Reading last year’s birthday post reveals to me what a different state of mind I occupied in this short span of a year. Here’s what I thought: life is in a steady grind, I work at BigCo, my wife is pregnant, and I’m going to sail kicking and screaming (for effect) into the sunset of the life of a salary man. I’m going to make a big show of both the sacrifice and joy it is to be a father; I’m going to figure it out and explain it to my friends who are afraid of the prospect of children. I’m going to give up the notion of grad school and be more practical (safe) since I’m not going to have time for frivolity. My child is going to be, despite all the odds, a rampant success, a fulfillment of his or her parent's deferred dreams, hopes, visions, wishes, etc and etc.

Now things are different. Derailed. Demolished. I’m turning 34 in a few minutes and what I have to show for it is a kind of emptiness that is created when life that is full is drained. The child I planned would take me so many places is gone. I wake up each day with that realization, a steadily sinking one that becomes more real with each passing minute: a fuzzy notion that everything is wrong, a dreadful nagging about rare misfortunes, a concrete realization when I see her little ballerina socks on my end table, and then a depressing wall when I’m up and trying to remember what it felt like to take on a day with the innocence of hope.

I don’t have much to show for turning 34 at all except that amazing experience of being a father being given and taken away.

This is the part where I’m supposed to write about the little sliver of hope, or about God, perhaps quoting a verse or two. “What a heartwarming struggle!” you might say to yourselves and then next year I’ll have a pleasant confirmation of that little sliver of hope I wrote about on my previous birthday. The road through shadows and death will have come out to a pristine oasis of a deeper self.

It might be so. Check back in a year and I might have all those wonderful things to share. I’m old enough and tired enough to accept that storyline.

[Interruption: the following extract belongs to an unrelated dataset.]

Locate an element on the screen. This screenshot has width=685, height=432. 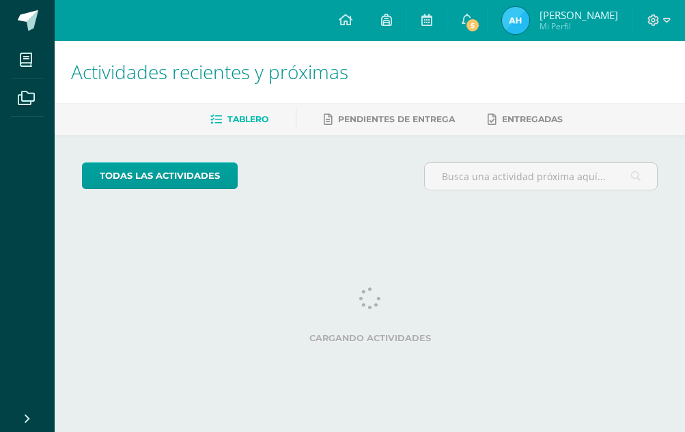
span: Pendientes de entrega is located at coordinates (396, 119).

But right now the thing that is inexorable is that the struggle and hurt I’m writing about here in vague terms has a name – her name is Lael. She was beautiful. She cried a lot but we could usually calm her down by bouncing on an exercise ball. I’d hold her sometimes when she slept and when she was awake she’d play with a toy that would play the same songs over and over – songs that many a nonparent would find annoying but which I would give anything to hear again now. She would fall asleep in the baby swing with her head always cocked to her left. She had long eyelashes. I fed her a bottle on most nights. She didn’t sleep through the night for a long time and when she finally did, Kristin and I were so happy. I was exhausted all the time but I was happy. I made two big realizations that I’ll always hang onto: that of all the creations I dream up in the totality of my imagination, she was the best thing I will ever attribute to myself, and that no man knows his capacity to love until he has children.

So here’s to 34, being broken, and to the daughter I lost on father’s day.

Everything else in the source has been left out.